Among other things this remarkable book chronicles not only the rise of mechanized production, but also describes its attendant change in the modes of living from rural to urban, the rise of giant cities, which became the centres of education, science and culture. (His chapter on the arts, which did not, suprisingly, particularly grip me, nevertheless revealed some fascinating information, such as that “socially displaced young men and professional artists were the shock troops” of the Romantic rebellion against the bourgeois world: “Byron became famous overnight at 24, an age at which Shelley was famous and Keats was almost in his grave.” Hugo’s poetic career began when he was 20, Musset’s at 23, Schubert wrote Erlkoenig at the age of 18 and was dead at 31, Delacroix painted the Massacre of Chios at 25, Petofi published his Poems at 21. “An unmade reputation or an unproduced masterpiece by 30 is a rarity among the romantics,” writes Hobsbawm.)
Yet Hobsbawm’s book does emphasize the achievements stimulated by the industrialists and monied classes, the immense changes they brought about.
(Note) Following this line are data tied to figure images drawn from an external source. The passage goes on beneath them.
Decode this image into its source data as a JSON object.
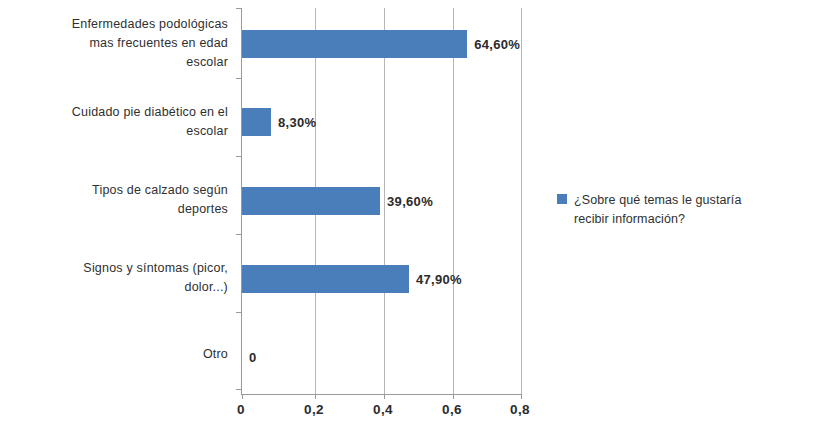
{
  "chart_data": {
    "type": "bar",
    "orientation": "horizontal",
    "title": "",
    "xlabel": "",
    "ylabel": "",
    "xlim": [
      0,
      0.8
    ],
    "xticks": [
      "0",
      "0,2",
      "0,4",
      "0,6",
      "0,8"
    ],
    "xtick_values": [
      0,
      0.2,
      0.4,
      0.6,
      0.8
    ],
    "grid": true,
    "legend_position": "right",
    "series": [
      {
        "name": "¿Sobre qué temas le gustaría recibir información?",
        "color": "#4a7ebb",
        "values": [
          0.646,
          0.083,
          0.396,
          0.479,
          0
        ],
        "labels": [
          "64,60%",
          "8,30%",
          "39,60%",
          "47,90%",
          "0"
        ]
      }
    ],
    "categories": [
      "Enfermedades podológicas mas frecuentes en edad escolar",
      "Cuidado pie diabético en el escolar",
      "Tipos de calzado según deportes",
      "Signos y síntomas (picor, dolor...)",
      "Otro"
    ],
    "category_lines": [
      [
        "Enfermedades podológicas",
        "mas frecuentes en edad",
        "escolar"
      ],
      [
        "Cuidado pie diabético en el",
        "escolar"
      ],
      [
        "Tipos de calzado según",
        "deportes"
      ],
      [
        "Signos y síntomas (picor,",
        "dolor...)"
      ],
      [
        "Otro"
      ]
    ]
  },
  "legend": {
    "entries": [
      {
        "label": "¿Sobre qué temas le gustaría recibir información?",
        "line1": "¿Sobre qué temas le gustaría",
        "line2": "recibir información?",
        "color": "#4a7ebb"
      }
    ]
  }
}
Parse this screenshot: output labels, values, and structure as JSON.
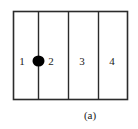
{
  "figure": {
    "caption": "(a)",
    "caption_x": 70,
    "caption_y": 110,
    "background_color": "#ffffff",
    "stroke_color": "#2b2b2b",
    "fill_color": "#000000",
    "outer_rect": {
      "x": 13,
      "y": 11,
      "width": 115,
      "height": 89
    },
    "divider_lines_x": [
      38,
      68,
      98
    ],
    "cells": [
      {
        "label": "1",
        "x": 20,
        "y": 56
      },
      {
        "label": "2",
        "x": 49,
        "y": 56
      },
      {
        "label": "3",
        "x": 79,
        "y": 56
      },
      {
        "label": "4",
        "x": 108,
        "y": 56
      }
    ],
    "marker": {
      "name": "filled-ellipse-marker",
      "cx": 38,
      "cy": 61,
      "rx": 6,
      "ry": 5.5,
      "color": "#000000"
    }
  }
}
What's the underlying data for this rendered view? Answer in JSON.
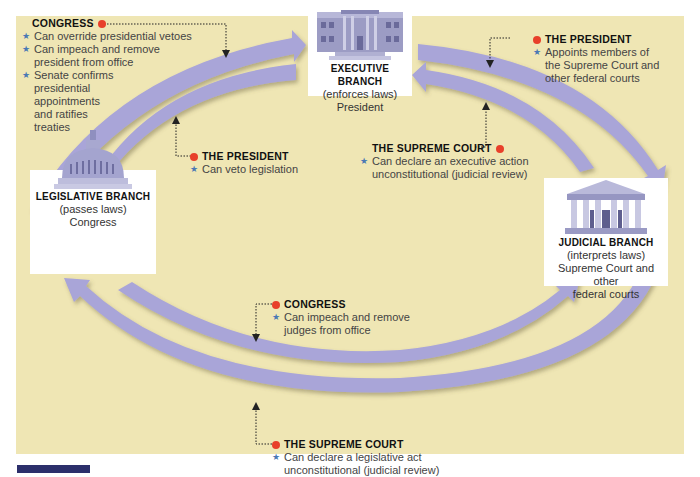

By 1848 “the population of the world was greater than ever before, its communications unbelievably speedier…Cities of vast size multiplied faster than ever before. Industrial production reached astronomic figures: in the 1840s something like 640 million tons of coal were hacked from the interior of the earth.” These achievements were exceeded only by the even more extraordinary figures for international commerce, which had multiplied fourfold since 1780 to reach something like 800 millions of pounds sterling worth…
“Science had never been more triumphant; knowledge had never been more widespread. Over four thousand newspapers informed the citizens of the world and the number of books published annually in Britain, France, Germany and the USA alone ran well into five figures…”
And so it goes, this catalogue of the hard-won triumphs of the industrialists and their underpaid wage slaves; set against the horrors of the living conditions into which people removed from their traditional lands were cast when they reached the cities.
And yet, in spite of its advances, the world of the 1840s was, he writes, “out of balance.”  The future decline of Britain was already visible, and it was already evident it woud be overtaken eventually by the much larger economies of USA and Russia, and that even within Europe it would soon be challenged by Germany.
But was already clear, he writes, that sooner or later serfdom and slavery would have to go, that Britain could not for ever remain the only industrialized country, that landed aristocracies and absolute monarchies must retreat against the developed and developing bourgeoisie, and that the great legacy of the French revolution, the injection of political consciousness and political activity among the masses of people,  must sooner or later mean that the masses would eventually play a formal part in politics.
For me, perhaps the most interesting part of this book is that it traces the development of the idea of socialism and communism, from their beginnings in the 1820s, through to the Communist manifesto of 1848, in which Marx and Engels suggested socialism (or some form of it) was not just rational, but as Marx posited, inevitable, an argument that, as Hobsbawm notes, defences are still being erected against today.
The intervening two volumes of this epic intellectual enterprise are The Age of Capital 1848-1875, and The Age of Empire 1875-1914.  I am going to have to read these when I can find copies of them, after I return home at the end of July.